We evaluate each workload on time pressure, cloud-native fit, expected lifetime, and TCO. Rehost wins when there's a hard cutover deadline. Replatform is the default for ~60% of workloads. Refactor is reserved for workloads where the cloud-native return justifies the rewrite.
Discovery and planning are fixed-fee. Execution is typically a blend of fixed-scope waves plus T&M for workloads where scope is harder to lock in. The pre-cutover TCO model includes our fees so you see total cost of the migration plus the projected cloud bill.
Three things. (1) TCO modeling per workload before cutover, so the bill is no surprise. (2) FOCUS-aligned tagging set up at day-1 cutover, not as a year-2 cleanup. (3) Fintropy baseline scans before and after, plus a 90-day post-cutover cost review built into the engagement.
Yes. We design target architectures that maintain in-scope boundary controls, plan cutovers to preserve audit trails, and coordinate with your compliance team on attestation. Some workloads end up classified as Retain rather than migrated - and we'll tell you when that's the right call.
Workload migration is the process of moving an application, service, or data system from one computing environment to another - typically from on-premise infrastructure to a cloud platform (AWS, Azure, or GCP), between clouds, or from a legacy environment to a modernised stack. It covers the full lifecycle: discovery, dependency mapping, TCO modelling, cutover execution, and post-migration validation.
Enterprise workload migration is the structured migration of large-scale, business-critical application portfolios - typically 50 or more workloads with complex dependencies, compliance requirements, and multi-team coordination. It differs from simple lift-and-shift in that it requires formal 7Rs classification per workload, wave-based cutover planning, pre-migration TCO modelling, and FinOps governance from day one to prevent the post-migration cost spikes that affect most large-scale programmes.
Cloud modernization reduces IT cost through three levers: (1) replacing capex hardware refresh cycles with opex cloud subscription, (2) eliminating on-prem maintenance/support contracts on legacy systems, (3) enabling demand-elastic infrastructure that scales to actual use vs sized for peak. Realistic outcome: 20–40% TCO reduction on modernized workloads over 3 years, depending on starting architecture. The savings are larger when refactoring is part of the modernization, not just rehosting.

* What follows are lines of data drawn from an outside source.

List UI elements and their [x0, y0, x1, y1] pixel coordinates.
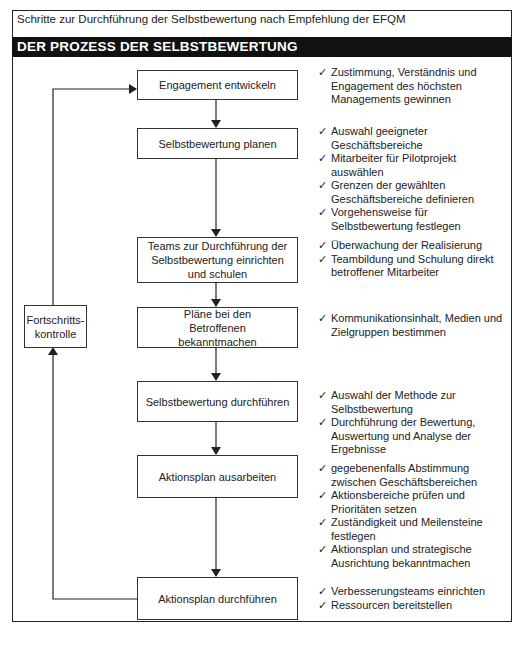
note-item: ✓Mitarbeiter für Pilotprojekt auswählen	[318, 152, 508, 179]
note-item: ✓Aktionsplan und strategische Ausrichtun…	[318, 543, 508, 570]
note-item: ✓Teambildung und Schulung direkt betroff…	[318, 253, 508, 280]
notes-execute-assessment: ✓Auswahl der Methode zur Selbstbewertung…	[318, 389, 508, 457]
note-item: ✓gegebenenfalls Abstimmung zwischen Gesc…	[318, 462, 508, 489]
check-icon: ✓	[318, 543, 327, 557]
notes-action-plan: ✓gegebenenfalls Abstimmung zwischen Gesc…	[318, 462, 508, 570]
note-item: ✓Überwachung der Realisierung	[318, 239, 508, 253]
check-icon: ✓	[318, 239, 327, 253]
check-icon: ✓	[318, 66, 327, 80]
step-implement-action-plan: Aktionsplan durchführen	[137, 577, 298, 620]
note-text: Auswahl der Methode zur Selbstbewertung	[331, 389, 456, 415]
check-icon: ✓	[318, 152, 327, 166]
check-icon: ✓	[318, 585, 327, 599]
note-item: ✓Aktionsbereiche prüfen und Prioritäten …	[318, 489, 508, 516]
step-label: Engagement entwickeln	[159, 78, 276, 92]
step-execute-assessment: Selbstbewertung durchführen	[137, 381, 298, 422]
check-icon: ✓	[318, 179, 327, 193]
note-text: Kommunikationsinhalt, Medien und Zielgru…	[331, 312, 502, 338]
note-item: ✓Vorgehensweise für Selbstbewertung fest…	[318, 206, 508, 233]
check-icon: ✓	[318, 489, 327, 503]
check-icon: ✓	[318, 416, 327, 430]
note-item: ✓Verbesserungsteams einrichten	[318, 585, 508, 599]
step-label: Pläne bei den Betroffenen bekanntmachen	[158, 307, 277, 349]
step-action-plan: Aktionsplan ausarbeiten	[137, 455, 298, 498]
step-label: Aktionsplan durchführen	[158, 592, 277, 606]
note-item: ✓Zuständigkeit und Meilensteine festlege…	[318, 516, 508, 543]
progress-control-box: Fortschritts- kontrolle	[24, 305, 87, 348]
note-item: ✓Grenzen der gewählten Geschäftsbereiche…	[318, 179, 508, 206]
check-icon: ✓	[318, 312, 327, 326]
note-text: Teambildung und Schulung direkt betroffe…	[331, 253, 494, 279]
step-plan: Selbstbewertung planen	[137, 128, 298, 159]
progress-control-line2: kontrolle	[26, 327, 84, 341]
step-label: Aktionsplan ausarbeiten	[159, 470, 276, 484]
notes-communicate: ✓Kommunikationsinhalt, Medien und Zielgr…	[318, 312, 508, 339]
note-item: ✓Zustimmung, Verständnis und Engagement …	[318, 66, 508, 107]
check-icon: ✓	[318, 125, 327, 139]
note-text: Überwachung der Realisierung	[331, 239, 482, 251]
note-item: ✓Auswahl geeigneter Geschäftsbereiche	[318, 125, 508, 152]
notes-implement-action-plan: ✓Verbesserungsteams einrichten ✓Ressourc…	[318, 585, 508, 612]
check-icon: ✓	[318, 253, 327, 267]
note-text: Mitarbeiter für Pilotprojekt auswählen	[331, 152, 456, 178]
step-engagement: Engagement entwickeln	[137, 70, 298, 100]
notes-teams: ✓Überwachung der Realisierung ✓Teambildu…	[318, 239, 508, 280]
note-text: gegebenenfalls Abstimmung zwischen Gesch…	[331, 462, 477, 488]
note-item: ✓Kommunikationsinhalt, Medien und Zielgr…	[318, 312, 508, 339]
note-text: Auswahl geeigneter Geschäftsbereiche	[331, 125, 428, 151]
note-text: Zuständigkeit und Meilensteine festlegen	[331, 516, 483, 542]
notes-plan: ✓Auswahl geeigneter Geschäftsbereiche ✓M…	[318, 125, 508, 233]
note-item: ✓Auswahl der Methode zur Selbstbewertung	[318, 389, 508, 416]
note-text: Zustimmung, Verständnis und Engagement d…	[331, 66, 477, 105]
note-text: Verbesserungsteams einrichten	[331, 585, 485, 597]
step-label: Selbstbewertung planen	[158, 137, 276, 151]
note-item: ✓Durchführung der Bewertung, Auswertung …	[318, 416, 508, 457]
check-icon: ✓	[318, 516, 327, 530]
note-text: Grenzen der gewählten Geschäftsbereiche …	[331, 179, 474, 205]
notes-engagement: ✓Zustimmung, Verständnis und Engagement …	[318, 66, 508, 107]
step-communicate: Pläne bei den Betroffenen bekanntmachen	[137, 307, 298, 348]
progress-control-line1: Fortschritts-	[26, 313, 84, 327]
step-label: Selbstbewertung durchführen	[146, 395, 290, 409]
step-label: Teams zur Durchführung der Selbstbewertu…	[142, 239, 293, 281]
note-text: Vorgehensweise für Selbstbewertung festl…	[331, 206, 461, 232]
step-teams: Teams zur Durchführung der Selbstbewertu…	[137, 237, 298, 283]
note-item: ✓Ressourcen bereitstellen	[318, 599, 508, 613]
check-icon: ✓	[318, 599, 327, 613]
note-text: Aktionsbereiche prüfen und Prioritäten s…	[331, 489, 465, 515]
check-icon: ✓	[318, 462, 327, 476]
check-icon: ✓	[318, 206, 327, 220]
note-text: Ressourcen bereitstellen	[331, 599, 452, 611]
check-icon: ✓	[318, 389, 327, 403]
note-text: Durchführung der Bewertung, Auswertung u…	[331, 416, 475, 455]
note-text: Aktionsplan und strategische Ausrichtung…	[331, 543, 472, 569]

Per-wave fixed-scope migrations typically range $25K–$250K depending on workload complexity, dependencies, and target architecture (rehost vs refactor). A 200-server datacenter migration in 4–8 waves typically runs $200K–$800K all-in including discovery, runbook authoring, cutover support, and post-cutover stabilization. We price waves individually after a 1-week discovery so scope and cost are locked before execution begins.
Realistic timeline: 6–12 months end-to-end for a 200-server estate. Breakdown: 4–6 weeks discovery & wave planning, 4–8 waves at 4–6 weeks each, 4–8 weeks of post-cutover stabilization. The variable is application complexity, not server count - a heterogeneous estate with legacy middleware extends; a homogeneous VMware estate with modern apps compresses.
Looking for something different? Here's where to go next.
Post-migration discipline. FinOps-led optimization across AWS, Azure, GCP, and Kubernetes.
The 470-rule platform we use to baseline cost before and after migration.
Stand up a FinOps practice that scales with your new cloud - operating model, governance, tooling, enablement.
Field notes from real migration and multi-cloud platform decisions.
What it actually takes to run the same workload across AWS, Azure, and GCP - and where the abstraction leaks.
How to decide between managed serverless and full Kubernetes when planning a migration target.
Where Indian cloud adopters lose money post-migration - and the controls that actually close the gap.
India-headquartered clients are invoiced in INR. Ranges are indicative - scope locked at SOW after a 1-week discovery.